Eric nodded, and reached for the cup of coffee Beth was handing him. “With enough of this in me, I will be,” he said, after a swallow. Kory sniffed the tantalizing aroma wistfully; one mouthful would have put him in a stupor; one cupful might actually kill him—but it smelled so good.
Beth handed him a mug of cinnamon-hibiscus tea, which smelled nearly as good, and did not contain any of the caffeine that was so deadly to his kind. “He’ll be fine, Kory,” she said cheerfully. “He’s ridden up behind me plenty of times, you know that. You’d be amazed at what a good grip he has when we’re going sixty-five.”
“I still wish those things had seatbelts,” Eric muttered, but Kory suspected that Beth hadn’t heard him. He took another biscuit. “Are we changing here, or at the site?” the Bard asked.
“The site,” she replied, trying to get a comb through her hair. “I’ve got passes for us through the Celts as ‘Banysh Mysfortune,’ the name we auditioned under. So don’t tell anyone your real names unless they’re somebody I already cleared, okay? Even if you think it’s one of your best friends and they think they recognize you.”
Eric shook his head, and knuckled an eye. “I think you’re being overly paranoid, Bethie, but if that’s the way you want it…“ He shrugged. “I don’t have any best friends but you guys anyway—and if any of my old girlfriends showed up, I’d just as soon have an excuse not to recognize them. Are we doing the Celtic shows?”

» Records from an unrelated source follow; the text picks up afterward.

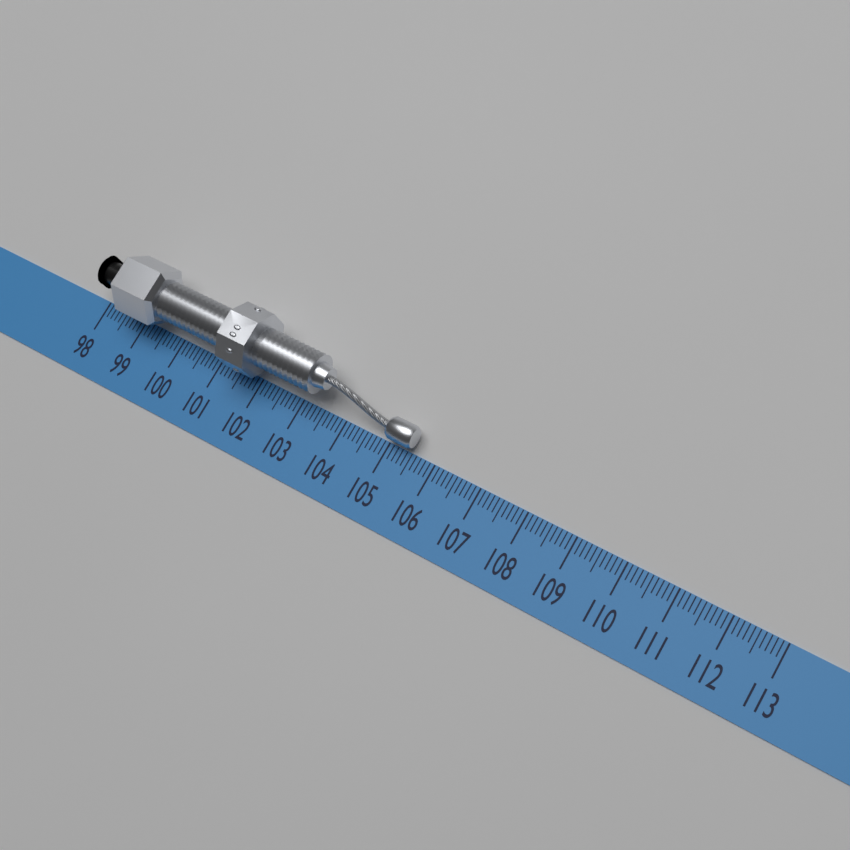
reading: 105.5 (no unit)
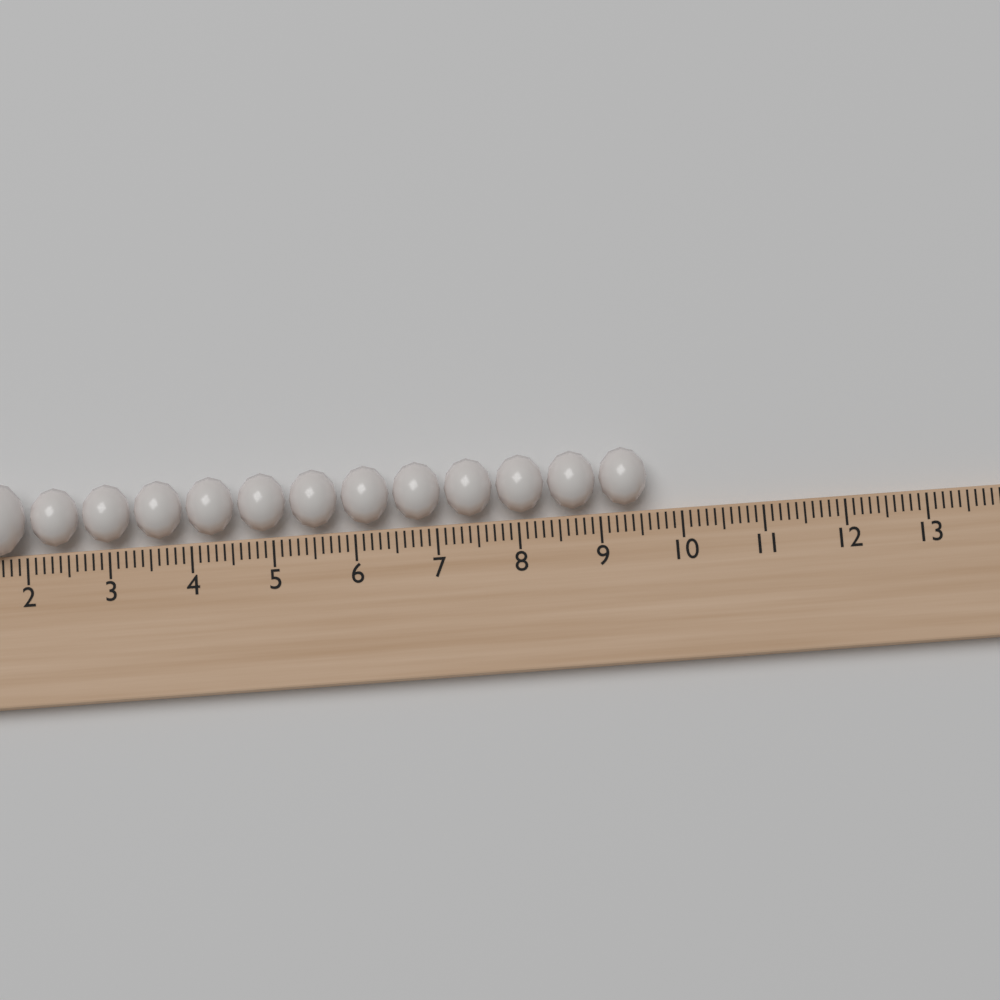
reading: 9.6 (no unit)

Beth nodded; one of the first people she had contacted after their initial flight had been the head of the Celt Clan, a very resourceful gentleman, as Kory had seen when he’d met them at a Berkeley hamburger place. Evidently people in San Francisco—some of them, anyway—took the appearance of fugitives from the law on their doorstep in stride. He had been their chiefest help—had “networked,” was the word Beth used—gotten them in touch with others, and within a few days they had been settled into this townhouse and began putting new lives together.
At first, transportation had not been a problem; the BART system ran everywhere they wanted to play, and Kory could ride in the metal trains and buses, even though it was sometimes less than comfortable. He had rather enjoyed walking home from the stores with his arms loaded down with bags. It had been an entirely new experience. And, at first, things had been too precarious for them even to think about doing Northern Faire—making the house livable was taking up all the time they had to spare from street-busking. But as Faire-season loomed nearer for the second year of their tenure here, and Beth had realized that they could make a substantial amount of money if only they could get there, she had become increasingly anxious to find some sort of transportation that could take them outside BART’s magic circle.